Anonymous
10/19/2025, 6:32:26 PM
No.58453118
>>58452468
Based self-actualized adult who can formulate their own opinions out of the media they consume.
Putting aside the discussion of the visual quality of the textures and detail (valid criticisms to be made in the absence of an actual technical breakdown to make any attempt at justifying it) I think one of the bigger missed opportunities was putting care into each district of the city to offer the districts a more clear and varied visual identity. The game makes note to designate districts, but honestly you could take a photo in the bleu or rogue districts and post them online and I would suspect most people would fail to correctly asses what district the photo was taken in. I like the combat system a lot too and I think its both cool and much more interesting how the combat re-contextualizes typings, stats, and the actual moves themselves (for the first time ever, I've actually used moves like fire spin, and types like Rock are suddenly a lot more dangerous when the question of your rock move hitting is no longer tied to a dice roll, and fast but frail mons feel a lot less potent in real time combat compared to turn based.) I fully agree with how much better this game handles field moves. It feels like a good middle ground between the novelty of having YOUR mons open up exploration like when you still had HMs in contrast to just random rented mons doing it for you without as much of an annoyance that teaching HMs and wasting move slots lead to. I could see a future iteration of the concept where some roadblocks demand stronger moves to open up, so parts of a map could still be level gated against the player.
I don't think the concept of a pokemon game set within a single city was a bad concept inherently, I think that Lumiose just failed to fully realize the potential in it due to the city's lack of identity between districts making the city feel very samey, and too much of the side missions feeling 1 note to add character to it.
Based self-actualized adult who can formulate their own opinions out of the media they consume.
Putting aside the discussion of the visual quality of the textures and detail (valid criticisms to be made in the absence of an actual technical breakdown to make any attempt at justifying it) I think one of the bigger missed opportunities was putting care into each district of the city to offer the districts a more clear and varied visual identity. The game makes note to designate districts, but honestly you could take a photo in the bleu or rogue districts and post them online and I would suspect most people would fail to correctly asses what district the photo was taken in. I like the combat system a lot too and I think its both cool and much more interesting how the combat re-contextualizes typings, stats, and the actual moves themselves (for the first time ever, I've actually used moves like fire spin, and types like Rock are suddenly a lot more dangerous when the question of your rock move hitting is no longer tied to a dice roll, and fast but frail mons feel a lot less potent in real time combat compared to turn based.) I fully agree with how much better this game handles field moves. It feels like a good middle ground between the novelty of having YOUR mons open up exploration like when you still had HMs in contrast to just random rented mons doing it for you without as much of an annoyance that teaching HMs and wasting move slots lead to. I could see a future iteration of the concept where some roadblocks demand stronger moves to open up, so parts of a map could still be level gated against the player.
I don't think the concept of a pokemon game set within a single city was a bad concept inherently, I think that Lumiose just failed to fully realize the potential in it due to the city's lack of identity between districts making the city feel very samey, and too much of the side missions feeling 1 note to add character to it.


Activity:
An exact transcription of the listing, without its images, is what the answer must contain.

Input records:
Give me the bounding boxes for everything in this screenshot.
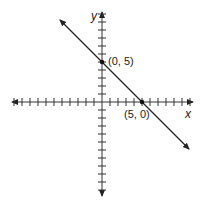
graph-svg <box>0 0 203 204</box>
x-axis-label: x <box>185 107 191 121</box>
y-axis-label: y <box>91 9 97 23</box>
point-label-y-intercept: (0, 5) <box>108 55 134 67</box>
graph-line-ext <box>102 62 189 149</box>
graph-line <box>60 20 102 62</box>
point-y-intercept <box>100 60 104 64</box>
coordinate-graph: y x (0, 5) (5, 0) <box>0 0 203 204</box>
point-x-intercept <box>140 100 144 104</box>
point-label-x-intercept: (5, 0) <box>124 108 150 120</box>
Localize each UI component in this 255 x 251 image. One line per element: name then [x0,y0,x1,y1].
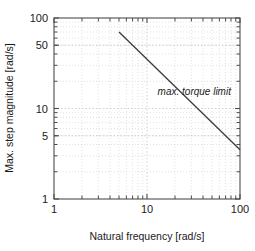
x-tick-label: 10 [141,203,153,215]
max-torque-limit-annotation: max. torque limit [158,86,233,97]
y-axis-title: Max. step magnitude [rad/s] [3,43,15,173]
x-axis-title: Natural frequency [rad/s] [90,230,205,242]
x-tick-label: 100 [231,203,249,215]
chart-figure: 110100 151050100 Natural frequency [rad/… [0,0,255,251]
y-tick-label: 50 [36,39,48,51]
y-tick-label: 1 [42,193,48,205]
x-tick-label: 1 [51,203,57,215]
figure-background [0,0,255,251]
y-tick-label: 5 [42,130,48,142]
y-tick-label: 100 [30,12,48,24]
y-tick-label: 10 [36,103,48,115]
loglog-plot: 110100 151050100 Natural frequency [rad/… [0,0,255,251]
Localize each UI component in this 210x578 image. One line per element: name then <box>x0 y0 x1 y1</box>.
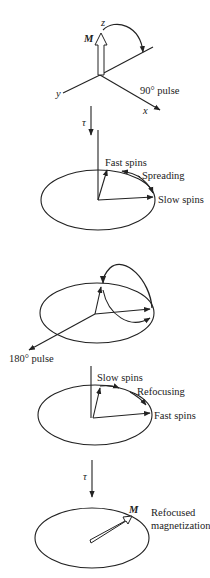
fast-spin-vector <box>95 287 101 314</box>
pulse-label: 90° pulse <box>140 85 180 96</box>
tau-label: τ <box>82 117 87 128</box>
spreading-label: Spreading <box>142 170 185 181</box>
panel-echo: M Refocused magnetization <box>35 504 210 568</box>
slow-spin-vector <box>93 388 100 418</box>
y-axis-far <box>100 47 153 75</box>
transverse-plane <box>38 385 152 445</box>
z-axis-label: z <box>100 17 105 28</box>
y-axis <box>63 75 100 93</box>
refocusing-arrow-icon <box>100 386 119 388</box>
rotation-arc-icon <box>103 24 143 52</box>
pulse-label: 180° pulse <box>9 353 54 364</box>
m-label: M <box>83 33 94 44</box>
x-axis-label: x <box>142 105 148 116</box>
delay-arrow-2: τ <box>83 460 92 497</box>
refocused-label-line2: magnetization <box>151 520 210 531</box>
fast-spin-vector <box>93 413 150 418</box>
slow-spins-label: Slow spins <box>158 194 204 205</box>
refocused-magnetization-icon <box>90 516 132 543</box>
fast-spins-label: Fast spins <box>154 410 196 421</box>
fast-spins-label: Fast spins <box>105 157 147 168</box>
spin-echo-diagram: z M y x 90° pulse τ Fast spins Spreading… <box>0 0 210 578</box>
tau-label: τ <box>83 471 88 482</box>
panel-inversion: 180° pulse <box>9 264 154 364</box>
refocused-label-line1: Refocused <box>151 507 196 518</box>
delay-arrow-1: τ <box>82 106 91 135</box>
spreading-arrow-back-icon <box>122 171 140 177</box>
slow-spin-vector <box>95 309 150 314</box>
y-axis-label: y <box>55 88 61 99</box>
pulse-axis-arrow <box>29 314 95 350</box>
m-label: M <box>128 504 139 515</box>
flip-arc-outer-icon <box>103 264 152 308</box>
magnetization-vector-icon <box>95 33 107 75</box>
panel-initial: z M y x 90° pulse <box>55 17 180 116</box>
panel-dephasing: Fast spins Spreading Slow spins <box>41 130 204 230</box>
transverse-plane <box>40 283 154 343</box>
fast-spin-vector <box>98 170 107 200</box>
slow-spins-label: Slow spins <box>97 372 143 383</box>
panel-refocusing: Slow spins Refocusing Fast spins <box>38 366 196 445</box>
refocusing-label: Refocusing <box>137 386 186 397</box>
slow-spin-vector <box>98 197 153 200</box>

Task result:
Give me the bounding boxes for everything in this screenshot.
graph-svg <box>0 0 203 204</box>
x-axis-label: x <box>185 107 191 121</box>
y-axis-label: y <box>91 9 97 23</box>
point-label-y-intercept: (0, 5) <box>108 55 134 67</box>
graph-line-ext <box>102 62 189 149</box>
graph-line <box>60 20 102 62</box>
point-y-intercept <box>100 60 104 64</box>
coordinate-graph: y x (0, 5) (5, 0) <box>0 0 203 204</box>
point-x-intercept <box>140 100 144 104</box>
point-label-x-intercept: (5, 0) <box>124 108 150 120</box>
Localize each UI component in this 255 x 251 image. One line per element: name then [x0,y0,x1,y1].
x-tick-label: 10 [141,203,153,215]
max-torque-limit-annotation: max. torque limit [158,86,233,97]
y-axis-title: Max. step magnitude [rad/s] [3,43,15,173]
x-axis-title: Natural frequency [rad/s] [90,230,205,242]
x-tick-label: 100 [231,203,249,215]
chart-figure: 110100 151050100 Natural frequency [rad/… [0,0,255,251]
y-tick-label: 50 [36,39,48,51]
y-tick-label: 1 [42,193,48,205]
x-tick-label: 1 [51,203,57,215]
figure-background [0,0,255,251]
y-tick-label: 5 [42,130,48,142]
y-tick-label: 100 [30,12,48,24]
y-tick-label: 10 [36,103,48,115]
loglog-plot: 110100 151050100 Natural frequency [rad/… [0,0,255,251]
Localize each UI component in this 210x578 image. One line per element: name then <box>x0 y0 x1 y1</box>.
fast-spin-vector <box>95 287 101 314</box>
pulse-label: 90° pulse <box>140 85 180 96</box>
tau-label: τ <box>82 117 87 128</box>
spreading-label: Spreading <box>142 170 185 181</box>
panel-echo: M Refocused magnetization <box>35 504 210 568</box>
slow-spin-vector <box>93 388 100 418</box>
y-axis-far <box>100 47 153 75</box>
transverse-plane <box>38 385 152 445</box>
z-axis-label: z <box>100 17 105 28</box>
y-axis <box>63 75 100 93</box>
refocusing-arrow-icon <box>100 386 119 388</box>
rotation-arc-icon <box>103 24 143 52</box>
pulse-label: 180° pulse <box>9 353 54 364</box>
m-label: M <box>83 33 94 44</box>
x-axis-label: x <box>142 105 148 116</box>
delay-arrow-2: τ <box>83 460 92 497</box>
refocused-label-line2: magnetization <box>151 520 210 531</box>
fast-spin-vector <box>93 413 150 418</box>
slow-spins-label: Slow spins <box>158 194 204 205</box>
refocused-magnetization-icon <box>90 516 132 543</box>
fast-spins-label: Fast spins <box>154 410 196 421</box>
fast-spins-label: Fast spins <box>105 157 147 168</box>
spin-echo-diagram: z M y x 90° pulse τ Fast spins Spreading… <box>0 0 210 578</box>
tau-label: τ <box>83 471 88 482</box>
panel-inversion: 180° pulse <box>9 264 154 364</box>
refocused-label-line1: Refocused <box>151 507 196 518</box>
delay-arrow-1: τ <box>82 106 91 135</box>
spreading-arrow-back-icon <box>122 171 140 177</box>
slow-spin-vector <box>95 309 150 314</box>
y-axis-label: y <box>55 88 61 99</box>
pulse-axis-arrow <box>29 314 95 350</box>
m-label: M <box>128 504 139 515</box>
flip-arc-outer-icon <box>103 264 152 308</box>
magnetization-vector-icon <box>95 33 107 75</box>
panel-initial: z M y x 90° pulse <box>55 17 180 116</box>
panel-dephasing: Fast spins Spreading Slow spins <box>41 130 204 230</box>
transverse-plane <box>40 283 154 343</box>
fast-spin-vector <box>98 170 107 200</box>
slow-spins-label: Slow spins <box>97 372 143 383</box>
panel-refocusing: Slow spins Refocusing Fast spins <box>38 366 196 445</box>
refocusing-label: Refocusing <box>137 386 186 397</box>
slow-spin-vector <box>98 197 153 200</box>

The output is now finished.